The second miraculous effect of the type of eating against high blood pressure

Scientists have found another miraculous effect of DASH - the type of antihypertensive that American National Heart, Lung and Blood Institute recommends.

The team from Wake Forest School of Medicine (North Carolina, USA) examined the medical records of 4,500 Americans aged 45 to 85, followed for 13 years and found that the DASH diet is often recommended. The report for hypertensive people with a "promotion" effect is to reverse heart failure , one of the most common causes of hospitalization among older people.

Picture 1 of The second miraculous effect of the type of eating against high blood pressure
DASH diets focus on poultry, fish, whole grains, vegetables and fruits to repel both high blood pressure and heart failure - (illustrations from the internet).

Specifically, for people under 75 years of age, if they eat DASH, their risk of heart failure is 40% lower than those who rarely eat that way or do not eat.

The DASH diet is quite simple: increase fruits, vegetables, nuts, beans, whole grains, poultry, fish, healthy vegetable oils such as olive oil, low-fat dairy products; reduce salt, sugary foods, saturated fat foods such as animal fat, full-fat milk, tropical oils (like coconut oil, palm oil).

DASH was researched and published by the National Heart, Lung and Blood Institute (under the National Institutes of Health) and published recommendations 20 years ago to help Americans repel high blood pressure. DASH is quite similar to the popular Mediterranean diet in recent years, except that it is recommended that people choose low-fat milk and alcohol-free.

According to Associate Professor - Dr. Claudia Campos, head of the study, this effect of the DASH diet can be said to be better than any medicine to fight heart failure. In addition to health risks, heart failure also costs patients and families a lot of time and money because of constantly arising situations that require medical care.

The study has just been published online in the scientific journal American Journal of Preventive Medicine.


> PROBLEM
Once the line with "Task: Click on the span: 정말 편리" is found in the data, output it and each following line exactly, up to and including the line with "The height and width of the screenshot is (524, 1086).", and nothing before or after.

> TASK MATERIAL

+++++

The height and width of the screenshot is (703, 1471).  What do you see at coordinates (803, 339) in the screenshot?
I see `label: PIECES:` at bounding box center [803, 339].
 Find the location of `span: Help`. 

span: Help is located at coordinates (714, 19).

+++++

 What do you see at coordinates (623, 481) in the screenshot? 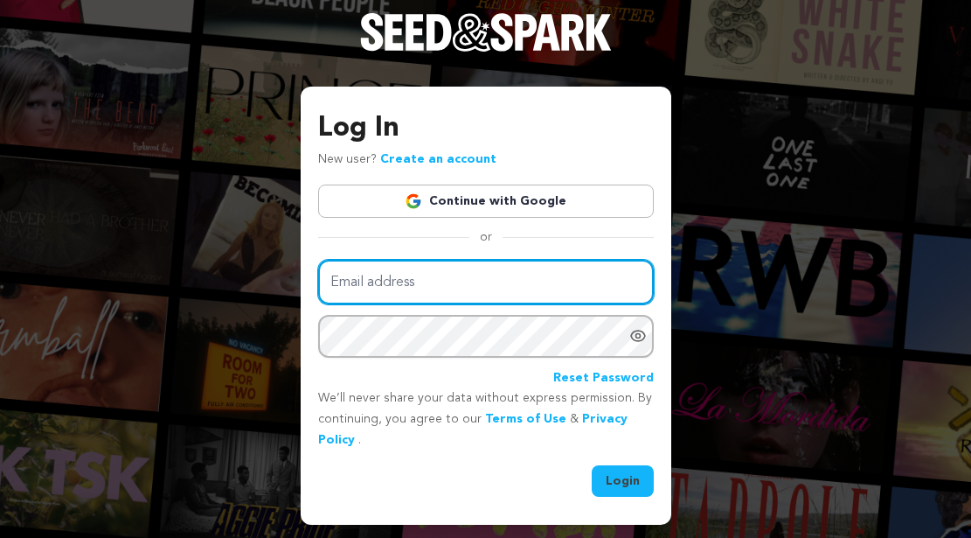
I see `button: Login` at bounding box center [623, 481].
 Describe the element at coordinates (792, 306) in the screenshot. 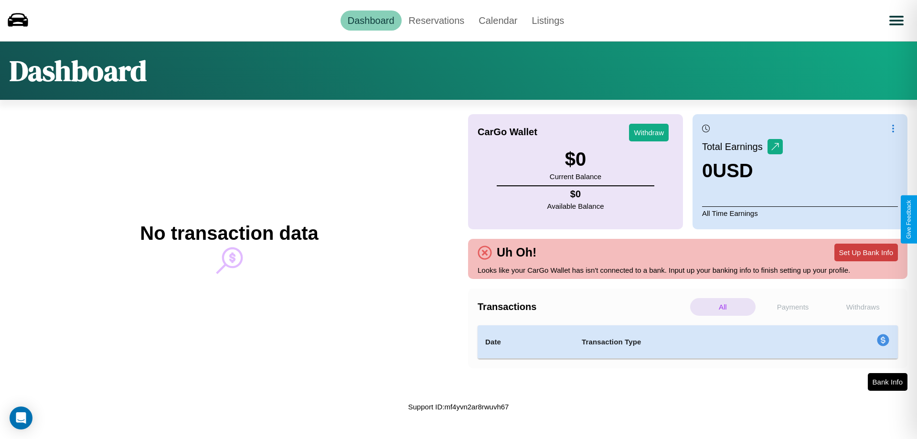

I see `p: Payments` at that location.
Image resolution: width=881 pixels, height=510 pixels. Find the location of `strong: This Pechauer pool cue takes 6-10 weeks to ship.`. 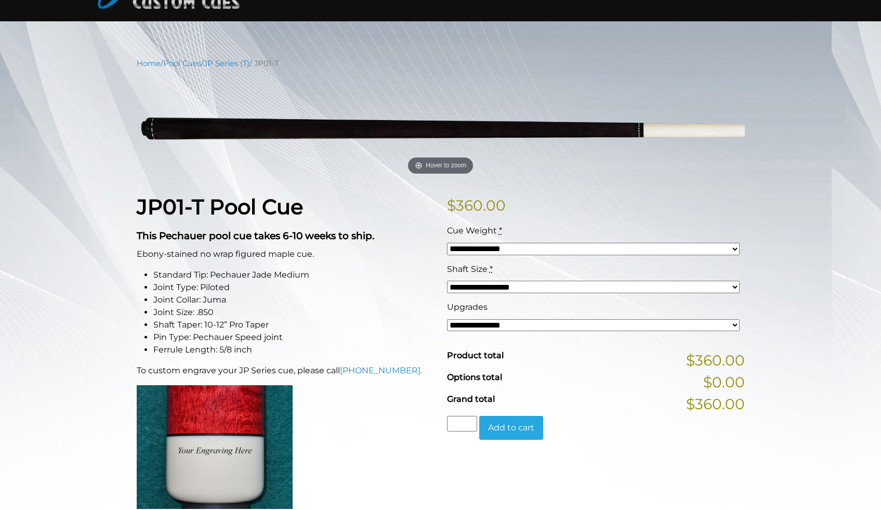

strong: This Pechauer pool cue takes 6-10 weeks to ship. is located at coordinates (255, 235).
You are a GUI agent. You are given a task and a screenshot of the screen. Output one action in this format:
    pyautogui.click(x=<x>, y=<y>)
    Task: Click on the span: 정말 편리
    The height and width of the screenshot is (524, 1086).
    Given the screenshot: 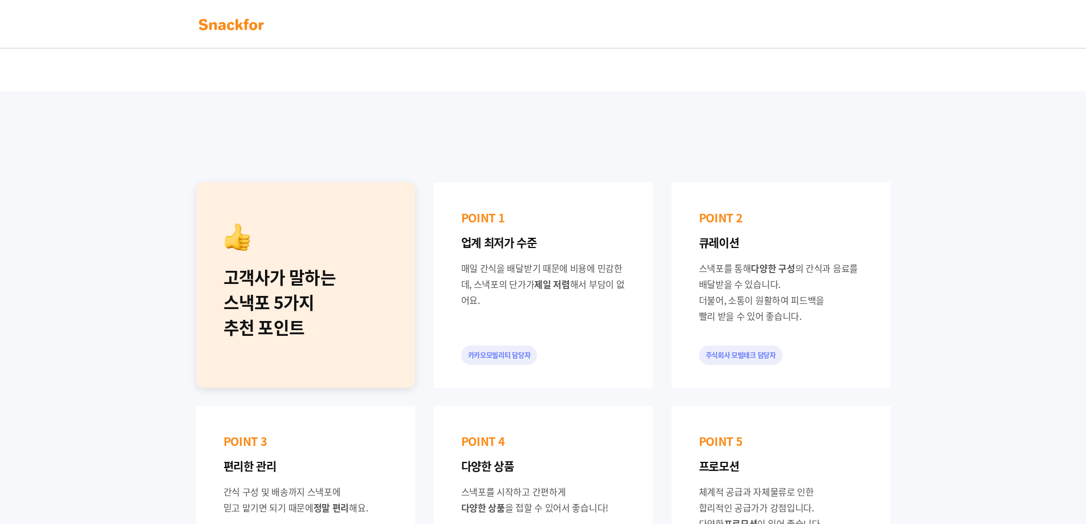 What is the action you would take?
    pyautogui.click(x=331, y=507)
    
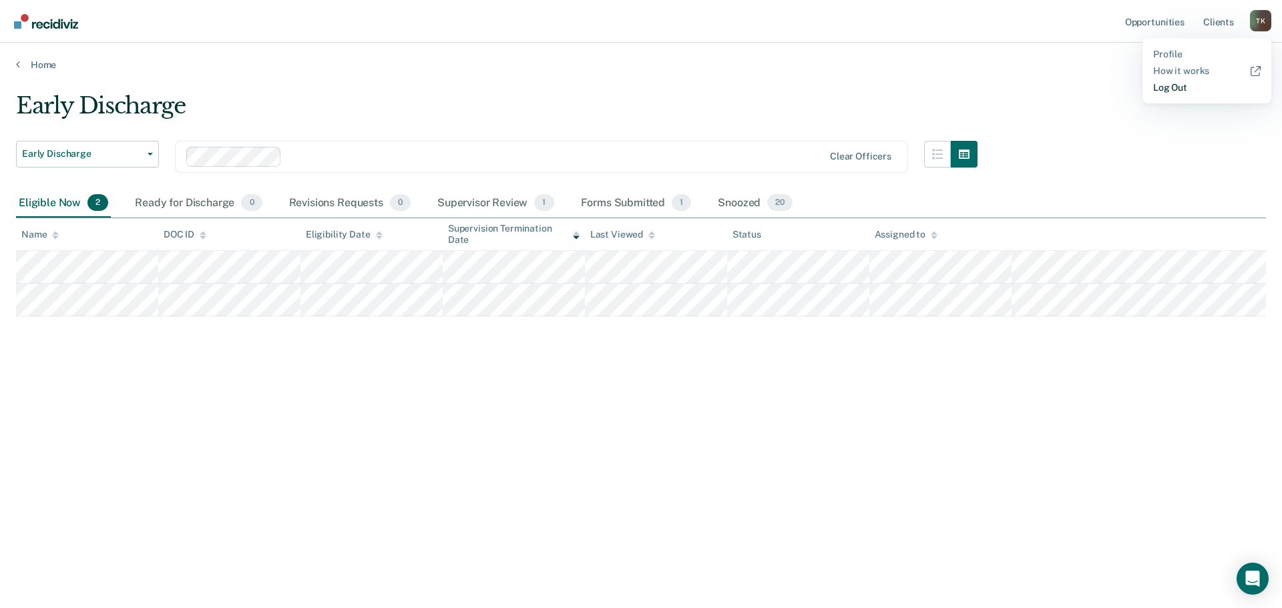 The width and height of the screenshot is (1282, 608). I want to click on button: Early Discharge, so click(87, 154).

+++++

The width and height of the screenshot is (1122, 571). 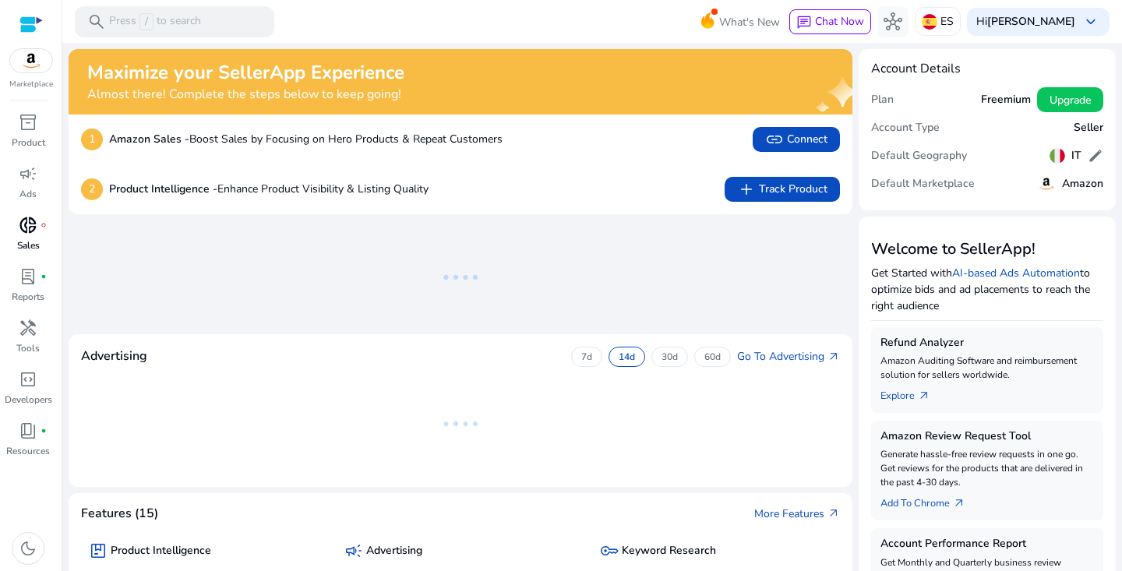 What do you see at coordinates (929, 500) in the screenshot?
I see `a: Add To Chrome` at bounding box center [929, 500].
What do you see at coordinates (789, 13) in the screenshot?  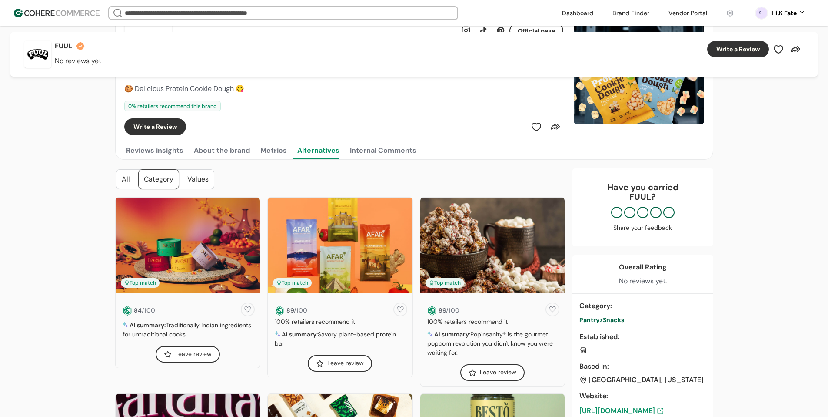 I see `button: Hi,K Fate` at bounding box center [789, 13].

+++++

> EXERCISE OUTPUT
    Task: Click on the span: 정말 편리
    The height and width of the screenshot is (524, 1086).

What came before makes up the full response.